Sitting at my kitchen table looking across our field at the blazing fall colors, I take a needed break and tune out the news of war and killing here in the States and in the Middle East. I long to reconnect with Beauty now more than ever, not out of avoidance, but for what it can teach me.
Iris Murdoch was a philosopher and novelist who spent her life thinking about questions of goodness and beauty. Born in Dublin, Ireland in 1919 she studied philosophy at the all women’s Somerville College, Oxford where her education was dominated by the ideas of men: Plato, Kant, Hegel, and Kierkegaard to name a few. At the time science was the major paradigm, rationality the goal; philosophical ideas had to be proven to be considered true.
Iris Murdoch would end up arguing against most of this. She thought in terms of Metaphysics and Metaphors. Metaphors she believed provided us with new images and perspectives that allow us to look at philosophical questions in new ways.
Her most assessable philosophy book, The Sovereignty of Good, was a compilation of three essays she wrote in the 1960s where she argued to replace the reigning moral question of the time - how to be free in the world, with - how can we be good.
Murdoch thought that we do not see the world clearly, that our minds are constantly active, self-preoccupied, and often under a “falsifying veil which partially conceals the world”. Anything that could change our consciousness to become more unselfish, a process Murdoch called “unselfing”, could help us see more clearly. Looking at Art, she thought, was one way by which we could be shown what had goodness, and through this, we could be a better person.
The appreciation of beauty in art or nature is not only the easiest available spiritual exercise; it is also a completely adequate entry into (and not just an analogy of) the good life…
How does Murdoch define Beauty?
Beauty is that which attracts…. unselfish attention.
Murdoch thought of “unselfish attention” as a type of “loving gaze” during which “nothing exists except the things which are seen.” In The Sovereignty of Good Murdock tells the story of sitting at her writing desk, in an anxious and unsettled mood, when she saw a Kestrel swoop down into the bushes. She watched this majestic hawk in amazement and after a time realized that, through no conscious effort on her part, she no longer was anxious or grumpy. What changed her consciousness? Was it the distraction or something in the natural scene itself?
This particular story is about the natural world but Murdock also believes that looking at Art can have the same effect on us. The experience of “unselfish attention” can happen by chance, as in the experience of seeing the Kestrel, or it can be an intention where we come to a work of art “in order to clear our minds of selfish care”.
Good art reveals what we are usually too selfish and too timid to recognize..
Art is…not a diversion or a side issue, it is the most educational of all human activities and a place in which the nature of morality can be seen.
Beauty is the only spiritual thing which we love by instinct.
Murdock’s definition of Beauty and ultimately what is good in a good work of art is the most encompassing I’ve come across. It is a liberating definition in its scope of what could be considered good art; a holistic idea of beauty. It isn’t saying that everything in nature is automatically beautiful. It’s not. Neither is every work of art that anyone makes. Beauty can reside in any form of Art. Painting, poetry, music, novels, it doesn’t matter. Neither does it matter whether a painting is abstract or realistic; painted by a formally trained painter or someone self-taught. What type, style, or form that beauty can be found in doesn’t matter… IF …and it’s a big IF … it has the ability to cause or enact a sense of “unselfish attention” in us.
You might be able to think of this special attention akin to feelings of awe or wonderment but, if I’m reading Murdoch right, it’s more than that. It’s an attention that connects us to goodness that she believed had a “transcendent magnetic centre”, a type of pure love.
In subsequent posts, I want to write more about Murdoch’s unique and important thoughts on goodness and what it means for a work of art, or a person, to be good.
What I’m reading…
The Sovereignty of Good, Routledge & Paul Kegan 1970 ISBN 978-0415253994
Metaphysics as a Guide to Morals, Penguin Press 1992 ISBN 0713991003
I saved this essay to read in the morning sun with my coffee, while working on small sketches of floral still life’s. I love how you are introducing these ideas on beauty and giving me new ways of understanding my forever-attraction to art and poetry. I love and beef and therefore seek, among other things, reprieve that I experience when I am immersed in something beautiful. The way this activity pulls me out of myself and into something else engaging, and yes, beautiful. I feel like you have pointed me to language that I’ve been searching for all my adult life. Thank you, Richard.
Holding her lines into a new season. Thank you for sharing her work and giving her space. I hadn’t heard of her writing and now am intrigued.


**EXERCISE DESCRIPTION**
In the entries that follow, find the word "people" and report each line it is on.

**Data entries for graphics**
====================

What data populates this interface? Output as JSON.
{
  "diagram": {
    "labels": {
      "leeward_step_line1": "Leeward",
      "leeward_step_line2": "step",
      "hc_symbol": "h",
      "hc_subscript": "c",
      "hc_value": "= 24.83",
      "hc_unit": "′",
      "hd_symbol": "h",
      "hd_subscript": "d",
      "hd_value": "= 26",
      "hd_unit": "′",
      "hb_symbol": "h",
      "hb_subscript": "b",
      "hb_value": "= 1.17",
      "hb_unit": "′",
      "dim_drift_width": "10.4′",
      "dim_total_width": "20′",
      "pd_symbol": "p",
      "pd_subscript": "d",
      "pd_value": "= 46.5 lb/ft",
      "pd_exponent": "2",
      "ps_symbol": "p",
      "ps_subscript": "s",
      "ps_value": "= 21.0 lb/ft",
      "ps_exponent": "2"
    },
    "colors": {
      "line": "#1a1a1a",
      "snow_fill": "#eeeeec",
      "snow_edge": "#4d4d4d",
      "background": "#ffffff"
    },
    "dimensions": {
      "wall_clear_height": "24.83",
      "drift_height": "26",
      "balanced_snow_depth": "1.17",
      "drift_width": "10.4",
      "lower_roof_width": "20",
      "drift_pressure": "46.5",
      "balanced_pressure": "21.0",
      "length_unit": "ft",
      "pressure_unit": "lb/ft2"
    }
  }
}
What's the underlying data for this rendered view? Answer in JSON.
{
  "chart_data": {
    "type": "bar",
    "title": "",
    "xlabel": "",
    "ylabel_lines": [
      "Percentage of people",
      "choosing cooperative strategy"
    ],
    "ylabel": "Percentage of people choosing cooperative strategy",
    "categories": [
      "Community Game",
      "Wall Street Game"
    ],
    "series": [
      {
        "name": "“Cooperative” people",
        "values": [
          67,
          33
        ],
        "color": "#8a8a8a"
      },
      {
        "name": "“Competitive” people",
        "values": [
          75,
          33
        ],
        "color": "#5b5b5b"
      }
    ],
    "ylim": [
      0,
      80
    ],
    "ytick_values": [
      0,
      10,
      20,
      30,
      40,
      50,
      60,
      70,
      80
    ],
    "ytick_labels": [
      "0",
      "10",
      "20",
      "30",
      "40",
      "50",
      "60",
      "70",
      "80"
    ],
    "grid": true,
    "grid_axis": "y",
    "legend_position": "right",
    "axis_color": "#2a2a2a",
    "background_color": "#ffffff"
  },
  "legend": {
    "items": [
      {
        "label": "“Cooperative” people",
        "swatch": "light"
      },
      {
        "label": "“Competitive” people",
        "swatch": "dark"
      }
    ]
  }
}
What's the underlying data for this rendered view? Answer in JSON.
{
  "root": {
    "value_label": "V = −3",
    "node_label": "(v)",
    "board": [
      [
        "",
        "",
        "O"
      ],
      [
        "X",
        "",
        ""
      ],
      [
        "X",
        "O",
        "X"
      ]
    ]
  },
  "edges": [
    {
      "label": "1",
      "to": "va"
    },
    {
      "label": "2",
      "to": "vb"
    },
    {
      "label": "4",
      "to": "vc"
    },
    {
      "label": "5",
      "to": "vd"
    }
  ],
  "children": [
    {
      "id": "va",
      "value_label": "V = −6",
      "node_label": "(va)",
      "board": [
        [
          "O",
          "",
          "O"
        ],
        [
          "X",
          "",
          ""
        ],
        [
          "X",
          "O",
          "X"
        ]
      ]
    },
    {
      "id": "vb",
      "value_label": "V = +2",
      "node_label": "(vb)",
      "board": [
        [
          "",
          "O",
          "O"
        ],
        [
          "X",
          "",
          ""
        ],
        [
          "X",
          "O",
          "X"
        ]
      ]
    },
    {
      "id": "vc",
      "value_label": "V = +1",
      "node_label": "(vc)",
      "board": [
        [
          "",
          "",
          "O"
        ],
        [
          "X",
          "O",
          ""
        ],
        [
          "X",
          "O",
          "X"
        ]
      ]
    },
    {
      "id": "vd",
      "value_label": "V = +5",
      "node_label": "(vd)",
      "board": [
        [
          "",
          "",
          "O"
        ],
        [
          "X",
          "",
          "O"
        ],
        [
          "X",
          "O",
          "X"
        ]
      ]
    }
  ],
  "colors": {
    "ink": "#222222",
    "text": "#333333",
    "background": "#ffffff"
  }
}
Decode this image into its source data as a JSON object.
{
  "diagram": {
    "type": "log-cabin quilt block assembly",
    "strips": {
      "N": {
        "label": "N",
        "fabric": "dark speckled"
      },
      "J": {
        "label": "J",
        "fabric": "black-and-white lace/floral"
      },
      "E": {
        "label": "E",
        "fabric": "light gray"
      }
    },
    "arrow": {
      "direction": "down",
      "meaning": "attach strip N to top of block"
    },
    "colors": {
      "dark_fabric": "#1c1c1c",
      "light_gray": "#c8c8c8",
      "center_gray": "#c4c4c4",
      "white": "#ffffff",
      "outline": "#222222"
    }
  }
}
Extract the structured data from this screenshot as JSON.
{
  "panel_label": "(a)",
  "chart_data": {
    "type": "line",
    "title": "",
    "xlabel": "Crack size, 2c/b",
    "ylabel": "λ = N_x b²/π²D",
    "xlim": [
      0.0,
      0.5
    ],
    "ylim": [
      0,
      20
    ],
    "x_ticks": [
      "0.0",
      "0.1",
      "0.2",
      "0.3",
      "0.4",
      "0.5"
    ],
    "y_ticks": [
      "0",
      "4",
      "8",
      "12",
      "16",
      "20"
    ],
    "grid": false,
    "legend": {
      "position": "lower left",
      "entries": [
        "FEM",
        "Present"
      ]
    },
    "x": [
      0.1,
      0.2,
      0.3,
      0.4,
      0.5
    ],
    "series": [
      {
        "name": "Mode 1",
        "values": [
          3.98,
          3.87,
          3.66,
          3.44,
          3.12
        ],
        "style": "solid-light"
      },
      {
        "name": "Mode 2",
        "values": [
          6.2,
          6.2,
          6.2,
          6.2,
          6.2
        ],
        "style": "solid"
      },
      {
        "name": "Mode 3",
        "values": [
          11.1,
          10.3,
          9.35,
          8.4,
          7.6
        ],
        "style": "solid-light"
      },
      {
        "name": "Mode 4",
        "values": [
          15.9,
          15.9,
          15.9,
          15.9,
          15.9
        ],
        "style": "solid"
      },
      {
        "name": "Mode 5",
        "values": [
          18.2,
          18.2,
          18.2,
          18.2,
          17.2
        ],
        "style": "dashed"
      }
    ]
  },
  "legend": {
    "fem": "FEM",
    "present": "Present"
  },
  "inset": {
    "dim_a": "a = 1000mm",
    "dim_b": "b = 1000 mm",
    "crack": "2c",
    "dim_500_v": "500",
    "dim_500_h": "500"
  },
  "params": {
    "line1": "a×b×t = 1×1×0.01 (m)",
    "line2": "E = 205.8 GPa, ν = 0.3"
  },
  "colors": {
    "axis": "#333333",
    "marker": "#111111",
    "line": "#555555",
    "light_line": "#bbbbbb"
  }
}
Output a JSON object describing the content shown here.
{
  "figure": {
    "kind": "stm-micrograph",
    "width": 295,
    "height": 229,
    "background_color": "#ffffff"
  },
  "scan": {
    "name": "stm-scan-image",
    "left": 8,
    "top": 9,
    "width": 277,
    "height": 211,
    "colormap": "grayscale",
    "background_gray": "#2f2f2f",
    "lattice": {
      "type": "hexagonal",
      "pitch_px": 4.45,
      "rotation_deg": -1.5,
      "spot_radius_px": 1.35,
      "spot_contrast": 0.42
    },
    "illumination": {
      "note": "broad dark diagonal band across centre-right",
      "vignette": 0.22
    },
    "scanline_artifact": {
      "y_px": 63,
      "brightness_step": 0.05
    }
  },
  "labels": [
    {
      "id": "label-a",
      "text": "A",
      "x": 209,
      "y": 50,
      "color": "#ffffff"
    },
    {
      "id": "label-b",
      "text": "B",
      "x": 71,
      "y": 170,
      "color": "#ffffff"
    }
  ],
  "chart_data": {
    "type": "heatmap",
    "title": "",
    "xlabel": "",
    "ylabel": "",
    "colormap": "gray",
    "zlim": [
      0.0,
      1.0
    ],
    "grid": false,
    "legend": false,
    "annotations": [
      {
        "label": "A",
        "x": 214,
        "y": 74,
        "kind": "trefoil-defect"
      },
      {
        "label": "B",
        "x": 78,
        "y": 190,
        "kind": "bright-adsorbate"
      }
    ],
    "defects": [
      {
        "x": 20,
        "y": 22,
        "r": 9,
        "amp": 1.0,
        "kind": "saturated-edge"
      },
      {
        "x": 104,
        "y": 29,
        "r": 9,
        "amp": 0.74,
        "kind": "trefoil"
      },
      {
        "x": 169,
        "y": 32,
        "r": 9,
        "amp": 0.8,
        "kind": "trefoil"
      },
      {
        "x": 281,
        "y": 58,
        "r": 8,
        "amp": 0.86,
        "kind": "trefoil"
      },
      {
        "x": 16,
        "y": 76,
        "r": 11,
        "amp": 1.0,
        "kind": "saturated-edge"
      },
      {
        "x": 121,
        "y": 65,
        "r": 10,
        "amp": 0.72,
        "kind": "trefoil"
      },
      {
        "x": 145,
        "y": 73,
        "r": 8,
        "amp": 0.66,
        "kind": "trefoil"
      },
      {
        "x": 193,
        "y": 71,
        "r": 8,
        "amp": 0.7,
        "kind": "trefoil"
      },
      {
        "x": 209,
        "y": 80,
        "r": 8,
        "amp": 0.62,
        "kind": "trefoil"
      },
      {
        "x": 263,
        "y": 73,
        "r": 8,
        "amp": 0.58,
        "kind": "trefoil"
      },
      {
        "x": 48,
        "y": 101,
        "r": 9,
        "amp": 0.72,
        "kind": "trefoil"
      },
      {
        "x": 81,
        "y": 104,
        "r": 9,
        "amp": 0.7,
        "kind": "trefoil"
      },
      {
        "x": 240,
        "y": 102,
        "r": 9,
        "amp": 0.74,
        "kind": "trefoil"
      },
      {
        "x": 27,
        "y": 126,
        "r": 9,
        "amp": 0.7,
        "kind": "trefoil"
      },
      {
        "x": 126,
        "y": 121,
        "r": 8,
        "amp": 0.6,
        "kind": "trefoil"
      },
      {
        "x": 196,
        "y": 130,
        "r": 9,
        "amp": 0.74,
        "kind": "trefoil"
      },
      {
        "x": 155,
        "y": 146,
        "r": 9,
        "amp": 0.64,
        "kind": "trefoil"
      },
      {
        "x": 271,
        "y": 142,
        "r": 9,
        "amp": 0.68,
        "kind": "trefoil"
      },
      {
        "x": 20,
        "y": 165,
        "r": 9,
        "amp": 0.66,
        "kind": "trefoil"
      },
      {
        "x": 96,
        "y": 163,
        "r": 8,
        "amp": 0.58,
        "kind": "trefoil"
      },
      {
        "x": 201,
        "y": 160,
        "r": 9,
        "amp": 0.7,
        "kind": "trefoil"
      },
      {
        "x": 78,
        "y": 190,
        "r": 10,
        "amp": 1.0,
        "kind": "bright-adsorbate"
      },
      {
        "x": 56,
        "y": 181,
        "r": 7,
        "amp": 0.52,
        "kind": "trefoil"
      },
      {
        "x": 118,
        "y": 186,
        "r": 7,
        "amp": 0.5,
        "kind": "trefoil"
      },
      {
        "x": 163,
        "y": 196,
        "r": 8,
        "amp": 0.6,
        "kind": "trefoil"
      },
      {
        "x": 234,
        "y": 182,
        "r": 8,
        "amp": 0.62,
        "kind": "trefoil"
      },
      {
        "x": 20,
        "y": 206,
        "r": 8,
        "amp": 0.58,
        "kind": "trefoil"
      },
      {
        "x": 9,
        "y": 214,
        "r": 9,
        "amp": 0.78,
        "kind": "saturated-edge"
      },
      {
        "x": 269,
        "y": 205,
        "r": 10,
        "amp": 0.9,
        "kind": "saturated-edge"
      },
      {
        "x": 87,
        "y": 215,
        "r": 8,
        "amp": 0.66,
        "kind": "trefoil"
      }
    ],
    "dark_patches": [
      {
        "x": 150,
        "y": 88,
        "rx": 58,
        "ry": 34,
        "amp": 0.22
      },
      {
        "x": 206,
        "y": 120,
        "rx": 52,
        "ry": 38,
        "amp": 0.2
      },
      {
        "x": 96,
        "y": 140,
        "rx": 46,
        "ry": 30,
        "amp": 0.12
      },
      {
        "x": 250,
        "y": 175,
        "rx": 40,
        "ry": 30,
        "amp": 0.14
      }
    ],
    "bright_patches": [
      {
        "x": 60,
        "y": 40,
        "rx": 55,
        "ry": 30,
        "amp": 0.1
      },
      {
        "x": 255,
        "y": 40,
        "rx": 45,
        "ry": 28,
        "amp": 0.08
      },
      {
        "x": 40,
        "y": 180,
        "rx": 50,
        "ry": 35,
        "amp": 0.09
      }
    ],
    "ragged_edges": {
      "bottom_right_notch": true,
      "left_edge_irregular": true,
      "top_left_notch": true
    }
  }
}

====================

**EXERCISE RESULT**
      "Percentage of people",
    "ylabel": "Percentage of people choosing cooperative strategy",
        "name": "“Cooperative” people",
        "name": "“Competitive” people",
        "label": "“Cooperative” people",
        "label": "“Competitive” people",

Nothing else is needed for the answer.